The subject of this Article is the offi cial position of the commandant of the Police Academy in Szczytno. In contrast, the author’s aim is to present the process of shaping the special attributes of this position, which is the status of an academic teacher. The article presents the se quence of organisational and legal changes to which the academic institution in Szczytno has been subject since 1972, as well as their impact on combining the status of academic teacher with the position of commandant of the Police Academy in Szczytno. The author comes to the conclusion that the process, which led to combining the status of an academic teacher with the position of the commandant rector of the Police Academy in Szczytno, was extremely tedious. This outcome was achieved only in 2018, i.e. almost fifty years after the unit in Szczytno obtained the status of a higher school. In the author’s opinion, it is an appropriate solution, because it fulfi lls the postulate of uniformity and systemic cohesion. Thanks to this, the legal situation of the rector of a higher education institution subordinate to the minister responsible for internal affairs was equated in the discussed scope to the situation of rectors of military higher education institutions and other rectors of public higher education institutions.
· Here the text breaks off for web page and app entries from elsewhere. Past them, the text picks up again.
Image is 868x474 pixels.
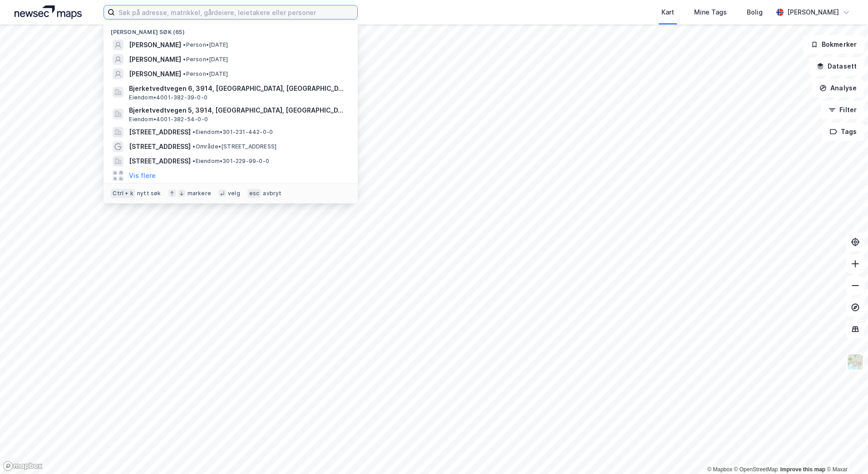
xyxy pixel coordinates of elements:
[183,41,186,48] span: •
[787,7,839,18] div: [PERSON_NAME]
[803,36,864,54] button: Bokmerker
[809,57,864,76] button: Datasett
[263,190,282,197] div: avbryt
[111,189,135,198] div: Ctrl + k
[183,70,228,77] span: Person • [DATE]
[137,190,161,197] div: nytt søk
[734,466,778,473] a: OpenStreetMap
[183,70,186,77] span: •
[129,68,181,79] span: [PERSON_NAME]
[823,430,868,474] div: Kontrollprogram for chat
[823,430,868,474] iframe: Chat Widget
[129,156,190,167] span: [STREET_ADDRESS]
[183,56,228,63] span: Person • [DATE]
[15,5,82,19] img: logo.a4113a55bc3d86da70a041830d287a7e.svg
[247,189,262,198] div: esc
[183,56,186,63] span: •
[3,461,43,472] a: Mapbox homepage
[129,127,190,138] span: [STREET_ADDRESS]
[228,190,240,197] div: velg
[129,141,190,152] span: [STREET_ADDRESS]
[192,158,269,165] span: Eiendom • 301-229-99-0-0
[115,5,357,19] input: Søk på adresse, matrikkel, gårdeiere, leietakere eller personer
[695,7,727,18] div: Mine Tags
[129,105,347,116] span: Bjerketvedtvegen 5, 3914, [GEOGRAPHIC_DATA], [GEOGRAPHIC_DATA]
[780,466,826,473] a: Improve this map
[129,94,207,102] span: Eiendom • 4001-382-39-0-0
[183,41,228,48] span: Person • [DATE]
[192,143,276,151] span: Område • [STREET_ADDRESS]
[129,116,208,123] span: Eiendom • 4001-382-54-0-0
[747,7,763,18] div: Bolig
[822,123,864,141] button: Tags
[192,129,273,136] span: Eiendom • 301-231-442-0-0
[129,54,181,65] span: [PERSON_NAME]
[661,7,674,18] div: Kart
[812,79,864,97] button: Analyse
[187,190,211,197] div: markere
[192,158,195,164] span: •
[129,83,347,94] span: Bjerketvedtvegen 6, 3914, [GEOGRAPHIC_DATA], [GEOGRAPHIC_DATA]
[129,39,181,50] span: [PERSON_NAME]
[707,466,733,473] a: Mapbox
[129,170,156,181] button: Vis flere
[847,353,864,371] img: Z
[821,101,864,119] button: Filter
[192,143,195,150] span: •
[192,129,195,135] span: •
[103,21,358,37] div: [PERSON_NAME] søk (65)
In the opinion of the author, linking the position of the rector of a government service higher education institution with the status of academic teacher is also benefi cial for the institution itself and the person holding this offi ce. The author emphasises that the officers appointed to the position of commandant rector will be able to carry out scientifi c research activities and educate scientifi c staff in the institution they manage as academic teachers. A higher education institution may, in turn, list them and include their scientifi c output in the lists and reports required to be prepared as part of the procedures for the assessment of the quality of education provided by the institution and for the evaluation and categorisation of its scientifi c activities.


2020 ◽  
pp. 129-134
Author(s):  
Martin Halmo

In the Slovak Republic, on the basis of legislative conditions, the Higher Education Act does not give the possibility to direct the management of public higher education institutions towards the fulfillment of their goals and thus to adapt effectively to the current situation and challenges. This is characterized by processes and structures that are duplicate, problematic or ambivalent, which ultimately prevents public higher education institutions from autonomously receiving and fulfilling their mission. It is therefore important that alternative management trends are introduced into the governance structures to help the development of public higher education institutions. We consider the use of marketing strategic management as such an element. Thus, the use of this type of management can ultimately benefit the university in the form of the required number of pupils. It can also contribute to improving the quality and supply of education, information and information.